Kellogg is always careful to emphasize the extreme cognitive demands of writing, which is very flattering. “Serious writing is at once a thinking task, a language task, and a memory task,” he declares. It requires the same kind of mental effort as a high-level chess match or an expert musical performance. We are all aspiring Mozarts indeed. So what’s holding us back? How does one write faster? Kellogg terms the highest level of writing as “knowledge-crafting.” In that state, the writer’s brain is juggling three things: the actual text, what you plan to say next, and—most crucially—theories of how your imagined readership will interpret what’s being written. A highly skilled writer can simultaneously be a writer, editor, and audience.

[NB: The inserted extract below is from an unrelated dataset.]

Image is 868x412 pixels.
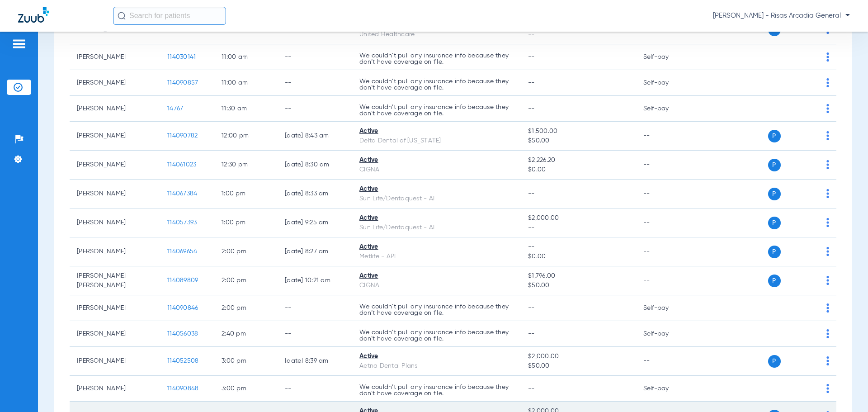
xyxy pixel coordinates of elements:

Since writing is such a cognitively intense task, the key to becoming faster is to develop strategies to make writing literally less mind-blowing. Growing up, we all become speedier writers when our penmanship becomes automatic and we no longer have to think consciously about subject-verb agreement. It’s obviously a huge help to write about a subject you know well. In that case, the writer doesn’t have to keep all of the facts in her working memory, freeing up more attention for planning and composing.

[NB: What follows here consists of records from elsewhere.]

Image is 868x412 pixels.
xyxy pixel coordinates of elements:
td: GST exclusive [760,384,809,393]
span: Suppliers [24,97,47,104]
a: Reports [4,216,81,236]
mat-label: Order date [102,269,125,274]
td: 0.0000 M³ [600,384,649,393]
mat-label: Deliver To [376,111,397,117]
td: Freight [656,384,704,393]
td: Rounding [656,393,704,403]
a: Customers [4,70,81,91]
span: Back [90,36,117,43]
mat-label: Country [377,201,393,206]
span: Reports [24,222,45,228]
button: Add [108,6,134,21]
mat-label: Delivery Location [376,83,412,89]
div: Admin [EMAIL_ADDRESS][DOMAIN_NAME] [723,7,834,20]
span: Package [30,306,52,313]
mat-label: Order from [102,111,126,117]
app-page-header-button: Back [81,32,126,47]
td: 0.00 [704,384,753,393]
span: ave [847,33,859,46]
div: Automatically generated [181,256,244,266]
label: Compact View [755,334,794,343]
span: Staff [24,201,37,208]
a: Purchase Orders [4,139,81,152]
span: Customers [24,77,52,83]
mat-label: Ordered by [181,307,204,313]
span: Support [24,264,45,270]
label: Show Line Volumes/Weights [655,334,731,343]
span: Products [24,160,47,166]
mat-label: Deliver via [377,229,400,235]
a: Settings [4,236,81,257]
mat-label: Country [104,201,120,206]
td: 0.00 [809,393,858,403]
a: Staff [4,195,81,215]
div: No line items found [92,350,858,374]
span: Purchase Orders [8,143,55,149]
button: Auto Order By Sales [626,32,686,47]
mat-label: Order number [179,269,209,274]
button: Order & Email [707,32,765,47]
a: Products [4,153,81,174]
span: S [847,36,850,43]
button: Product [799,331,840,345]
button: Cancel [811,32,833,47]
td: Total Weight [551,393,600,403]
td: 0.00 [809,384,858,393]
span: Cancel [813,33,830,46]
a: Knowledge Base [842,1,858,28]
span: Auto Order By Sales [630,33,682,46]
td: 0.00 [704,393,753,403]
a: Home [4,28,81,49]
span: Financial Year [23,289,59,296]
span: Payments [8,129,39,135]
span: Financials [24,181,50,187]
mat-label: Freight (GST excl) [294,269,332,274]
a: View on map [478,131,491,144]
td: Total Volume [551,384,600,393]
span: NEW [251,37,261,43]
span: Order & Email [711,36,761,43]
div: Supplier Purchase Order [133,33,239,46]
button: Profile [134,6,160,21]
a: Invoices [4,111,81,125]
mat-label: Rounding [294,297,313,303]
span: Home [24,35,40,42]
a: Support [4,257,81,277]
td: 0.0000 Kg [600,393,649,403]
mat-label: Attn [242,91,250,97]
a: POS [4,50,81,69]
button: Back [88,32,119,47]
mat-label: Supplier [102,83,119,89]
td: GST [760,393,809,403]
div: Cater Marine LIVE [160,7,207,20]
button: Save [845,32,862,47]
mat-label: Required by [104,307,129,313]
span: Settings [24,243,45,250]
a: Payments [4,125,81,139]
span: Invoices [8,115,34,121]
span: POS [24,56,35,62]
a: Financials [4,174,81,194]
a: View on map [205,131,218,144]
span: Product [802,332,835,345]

The modern multitasking style of composing next to an open Internet browser is one solution to limiting writing’s cognitive burden. There are experimental programs that will analyze what you are writing and attempt to retrieve relevant definitions, facts, and documents from the Web in case you need them. Like many writers, I take a lot of notes before I compose a first draft. The research verifies that taking notes makes writing easier­—as long as you don’t look at them while you are writing the draft! Doing so causes a writer to jump into reviewing/evaluating mode instead of getting on with the business of getting words on the screen.

Alas, the cognitive literature offers no easy solutions. The same formula appears: “Self-regulation through daily writing, brief work sessions, realistic deadlines, and maintaining low emotional arousal.” My old enemy, self-regulation. We meet again.

Kellogg does offer a few takeaway hints for would-be writers. First, if you haven’t been writing stories since you were a little kid, give yourself a break since you are actually a “late bloomer.” Second, read everything, all the time. That’s the only way to build the general knowledge that you can tuck away in long-term memory, only to one day have it magically surface when you’re searching for just the right turn of phrase. And, lastly, the trickiest part of writing—from a cognitive perspective—is getting outside of yourself, of seeing your writing through the eyes of others.

Most writers spend their entire careers happily avoiding such an emotional root canal. But not me! I’ll read each and every one of your comments. After I go get coffee and a muffin. “Maybe banana nut. That’s a good muffin.”